Classical Music | Music for Viola

Ludwig van Beethoven

Piano Trio in E-flat Major, Opus 70, No. 2  Play

Mathias Tacke Viola
Cheng-Hou Lee Cello
Kuang-Hao Huang Piano

Recorded on 01/31/2012, uploaded on 01/31/2012

Musician's or Publisher's Notes

 

 

I.    Poco sostenuto – Allegro ma non troppo
II.   Allegretto
III.  Allegretto ma non troppo
IV. Finale – Allegro

It was not until ten years after his trio op.11 that Beethoven wrote his two piano trios op. 70. According to Johann Friedrich Reinhardt, the two works were first performed in the salon of Countess Erdödy in Vienna in 1808. Beethoven himself performed "quite masterfully" and "enthusiastically" with violinist Ignaz Schuppanzigh and cellist Joseph Linke.

Unlike the dramatic trio op. 70 #1 in D major with it's nickname "Ghost", the E flat trio has a more luminous character. In the first movement, part of the slow introduction, with it's canonic opening, reappears after the recapitulation like a memory. In the second movement Beethoven writes variations on two themes. A cantabile movement is substituted for the customary minuet or scherzo. The Allegro finale, on the other hand, is given over purely to running figures, careering off almost without check. In these two trios op. 70 Beethoven succeeded fully in integrating the two stringed instruments, even though (or because?) he had first conceived these works as piano sonatas.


Work item:
Print each of the entries exactly, leaving nothing out.

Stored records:
● ● ● ● ●

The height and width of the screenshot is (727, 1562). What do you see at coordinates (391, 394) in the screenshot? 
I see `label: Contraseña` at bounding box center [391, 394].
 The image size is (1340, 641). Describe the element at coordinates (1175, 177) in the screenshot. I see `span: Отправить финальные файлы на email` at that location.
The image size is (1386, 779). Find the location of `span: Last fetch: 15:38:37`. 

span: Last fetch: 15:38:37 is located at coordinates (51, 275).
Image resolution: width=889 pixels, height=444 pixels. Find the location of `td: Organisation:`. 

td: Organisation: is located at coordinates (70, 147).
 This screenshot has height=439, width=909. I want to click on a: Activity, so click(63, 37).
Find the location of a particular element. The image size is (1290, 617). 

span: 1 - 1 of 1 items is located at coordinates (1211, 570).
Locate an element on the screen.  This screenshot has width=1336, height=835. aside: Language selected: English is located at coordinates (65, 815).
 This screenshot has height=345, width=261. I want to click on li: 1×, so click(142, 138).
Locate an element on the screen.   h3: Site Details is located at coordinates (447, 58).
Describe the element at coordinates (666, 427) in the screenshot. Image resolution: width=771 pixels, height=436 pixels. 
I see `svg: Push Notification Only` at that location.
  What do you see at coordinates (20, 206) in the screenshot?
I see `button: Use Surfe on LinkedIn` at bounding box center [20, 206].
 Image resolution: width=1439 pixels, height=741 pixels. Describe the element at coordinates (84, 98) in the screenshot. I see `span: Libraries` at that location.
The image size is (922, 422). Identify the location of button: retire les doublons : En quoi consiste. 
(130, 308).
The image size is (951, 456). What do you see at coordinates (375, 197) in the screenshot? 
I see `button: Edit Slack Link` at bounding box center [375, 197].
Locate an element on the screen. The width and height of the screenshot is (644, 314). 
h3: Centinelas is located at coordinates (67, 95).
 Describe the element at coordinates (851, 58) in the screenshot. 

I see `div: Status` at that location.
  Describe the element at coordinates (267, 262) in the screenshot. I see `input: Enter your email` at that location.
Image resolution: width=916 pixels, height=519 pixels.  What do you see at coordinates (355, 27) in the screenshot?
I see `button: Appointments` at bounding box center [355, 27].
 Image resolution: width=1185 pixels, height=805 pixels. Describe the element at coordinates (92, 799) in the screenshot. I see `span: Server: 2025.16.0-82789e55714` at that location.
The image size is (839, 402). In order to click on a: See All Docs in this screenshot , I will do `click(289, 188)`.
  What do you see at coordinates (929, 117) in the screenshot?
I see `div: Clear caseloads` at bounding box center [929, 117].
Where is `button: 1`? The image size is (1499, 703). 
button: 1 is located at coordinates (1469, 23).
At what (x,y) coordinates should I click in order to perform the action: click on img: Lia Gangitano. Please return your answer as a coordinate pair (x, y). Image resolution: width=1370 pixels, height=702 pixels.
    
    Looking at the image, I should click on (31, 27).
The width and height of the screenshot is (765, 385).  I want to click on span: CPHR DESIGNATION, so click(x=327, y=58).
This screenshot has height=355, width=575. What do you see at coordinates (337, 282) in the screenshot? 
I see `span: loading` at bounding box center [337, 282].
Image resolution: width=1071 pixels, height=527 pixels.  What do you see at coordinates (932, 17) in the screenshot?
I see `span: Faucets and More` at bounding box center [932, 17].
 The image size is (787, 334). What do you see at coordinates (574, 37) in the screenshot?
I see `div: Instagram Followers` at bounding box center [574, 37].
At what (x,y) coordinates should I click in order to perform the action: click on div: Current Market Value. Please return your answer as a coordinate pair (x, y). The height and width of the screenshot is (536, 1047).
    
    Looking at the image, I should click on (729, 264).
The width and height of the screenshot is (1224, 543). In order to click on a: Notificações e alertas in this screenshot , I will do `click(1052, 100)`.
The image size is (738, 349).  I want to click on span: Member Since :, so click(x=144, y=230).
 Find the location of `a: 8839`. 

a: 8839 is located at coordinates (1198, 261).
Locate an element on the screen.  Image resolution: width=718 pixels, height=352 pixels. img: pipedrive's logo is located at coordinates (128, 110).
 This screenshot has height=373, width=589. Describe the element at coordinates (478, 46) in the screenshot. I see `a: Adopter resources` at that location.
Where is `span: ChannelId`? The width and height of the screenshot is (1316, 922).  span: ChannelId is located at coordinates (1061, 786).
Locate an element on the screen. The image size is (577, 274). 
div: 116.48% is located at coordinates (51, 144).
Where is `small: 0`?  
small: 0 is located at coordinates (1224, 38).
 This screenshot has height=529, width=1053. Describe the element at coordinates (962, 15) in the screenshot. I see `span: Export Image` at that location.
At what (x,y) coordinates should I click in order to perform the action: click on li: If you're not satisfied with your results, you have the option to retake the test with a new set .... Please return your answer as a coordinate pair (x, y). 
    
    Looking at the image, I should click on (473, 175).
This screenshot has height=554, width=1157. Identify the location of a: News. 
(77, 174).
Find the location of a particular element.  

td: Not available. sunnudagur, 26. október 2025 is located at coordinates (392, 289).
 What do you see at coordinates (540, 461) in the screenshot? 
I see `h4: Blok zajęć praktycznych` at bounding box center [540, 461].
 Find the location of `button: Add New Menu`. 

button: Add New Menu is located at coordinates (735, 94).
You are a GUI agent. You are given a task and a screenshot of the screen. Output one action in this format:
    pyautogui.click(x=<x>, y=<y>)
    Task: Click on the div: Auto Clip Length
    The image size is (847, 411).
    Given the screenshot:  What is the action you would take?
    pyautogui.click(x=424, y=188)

● ● ● ● ●

Output of the exercise:
The height and width of the screenshot is (727, 1562). What do you see at coordinates (391, 394) in the screenshot? 
I see `label: Contraseña` at bounding box center [391, 394].
 The image size is (1340, 641). Describe the element at coordinates (1175, 177) in the screenshot. I see `span: Отправить финальные файлы на email` at that location.
The image size is (1386, 779). Find the location of `span: Last fetch: 15:38:37`. 

span: Last fetch: 15:38:37 is located at coordinates (51, 275).
Image resolution: width=889 pixels, height=444 pixels. Find the location of `td: Organisation:`. 

td: Organisation: is located at coordinates (70, 147).
 This screenshot has height=439, width=909. I want to click on a: Activity, so click(63, 37).
Find the location of a particular element. The image size is (1290, 617). 

span: 1 - 1 of 1 items is located at coordinates (1211, 570).
Locate an element on the screen.  This screenshot has width=1336, height=835. aside: Language selected: English is located at coordinates (65, 815).
 This screenshot has height=345, width=261. I want to click on li: 1×, so click(142, 138).
Locate an element on the screen.   h3: Site Details is located at coordinates (447, 58).
Describe the element at coordinates (666, 427) in the screenshot. Image resolution: width=771 pixels, height=436 pixels. 
I see `svg: Push Notification Only` at that location.
  What do you see at coordinates (20, 206) in the screenshot?
I see `button: Use Surfe on LinkedIn` at bounding box center [20, 206].
 Image resolution: width=1439 pixels, height=741 pixels. Describe the element at coordinates (84, 98) in the screenshot. I see `span: Libraries` at that location.
The image size is (922, 422). Identify the location of button: retire les doublons : En quoi consiste. 
(130, 308).
The image size is (951, 456). What do you see at coordinates (375, 197) in the screenshot? 
I see `button: Edit Slack Link` at bounding box center [375, 197].
Locate an element on the screen. The width and height of the screenshot is (644, 314). 
h3: Centinelas is located at coordinates (67, 95).
 Describe the element at coordinates (851, 58) in the screenshot. 

I see `div: Status` at that location.
  Describe the element at coordinates (267, 262) in the screenshot. I see `input: Enter your email` at that location.
Image resolution: width=916 pixels, height=519 pixels.  What do you see at coordinates (355, 27) in the screenshot?
I see `button: Appointments` at bounding box center [355, 27].
 Image resolution: width=1185 pixels, height=805 pixels. Describe the element at coordinates (92, 799) in the screenshot. I see `span: Server: 2025.16.0-82789e55714` at that location.
The image size is (839, 402). In order to click on a: See All Docs in this screenshot , I will do `click(289, 188)`.
  What do you see at coordinates (929, 117) in the screenshot?
I see `div: Clear caseloads` at bounding box center [929, 117].
Where is `button: 1`? The image size is (1499, 703). 
button: 1 is located at coordinates (1469, 23).
At what (x,y) coordinates should I click in order to perform the action: click on img: Lia Gangitano. Please return your answer as a coordinate pair (x, y). Image resolution: width=1370 pixels, height=702 pixels.
    
    Looking at the image, I should click on (31, 27).
The width and height of the screenshot is (765, 385).  I want to click on span: CPHR DESIGNATION, so click(x=327, y=58).
This screenshot has height=355, width=575. What do you see at coordinates (337, 282) in the screenshot? 
I see `span: loading` at bounding box center [337, 282].
Image resolution: width=1071 pixels, height=527 pixels.  What do you see at coordinates (932, 17) in the screenshot?
I see `span: Faucets and More` at bounding box center [932, 17].
 The image size is (787, 334). What do you see at coordinates (574, 37) in the screenshot?
I see `div: Instagram Followers` at bounding box center [574, 37].
At what (x,y) coordinates should I click in order to perform the action: click on div: Current Market Value. Please return your answer as a coordinate pair (x, y). The height and width of the screenshot is (536, 1047).
    
    Looking at the image, I should click on (729, 264).
The width and height of the screenshot is (1224, 543). In order to click on a: Notificações e alertas in this screenshot , I will do `click(1052, 100)`.
The image size is (738, 349).  I want to click on span: Member Since :, so click(x=144, y=230).
 Find the location of `a: 8839`. 

a: 8839 is located at coordinates (1198, 261).
Locate an element on the screen.  Image resolution: width=718 pixels, height=352 pixels. img: pipedrive's logo is located at coordinates (128, 110).
 This screenshot has height=373, width=589. Describe the element at coordinates (478, 46) in the screenshot. I see `a: Adopter resources` at that location.
Where is `span: ChannelId`? The width and height of the screenshot is (1316, 922).  span: ChannelId is located at coordinates (1061, 786).
Locate an element on the screen. The image size is (577, 274). 
div: 116.48% is located at coordinates (51, 144).
Where is `small: 0`?  
small: 0 is located at coordinates (1224, 38).
 This screenshot has height=529, width=1053. Describe the element at coordinates (962, 15) in the screenshot. I see `span: Export Image` at that location.
At what (x,y) coordinates should I click in order to perform the action: click on li: If you're not satisfied with your results, you have the option to retake the test with a new set .... Please return your answer as a coordinate pair (x, y). 
    
    Looking at the image, I should click on (473, 175).
This screenshot has height=554, width=1157. Identify the location of a: News. 
(77, 174).
Find the location of a particular element.  

td: Not available. sunnudagur, 26. október 2025 is located at coordinates (392, 289).
 What do you see at coordinates (540, 461) in the screenshot? 
I see `h4: Blok zajęć praktycznych` at bounding box center [540, 461].
 Find the location of `button: Add New Menu`. 

button: Add New Menu is located at coordinates (735, 94).
You are a GUI agent. You are given a task and a screenshot of the screen. Output one action in this format:
    pyautogui.click(x=<x>, y=<y>)
    Task: Click on the div: Auto Clip Length
    The image size is (847, 411).
    Given the screenshot:  What is the action you would take?
    pyautogui.click(x=424, y=188)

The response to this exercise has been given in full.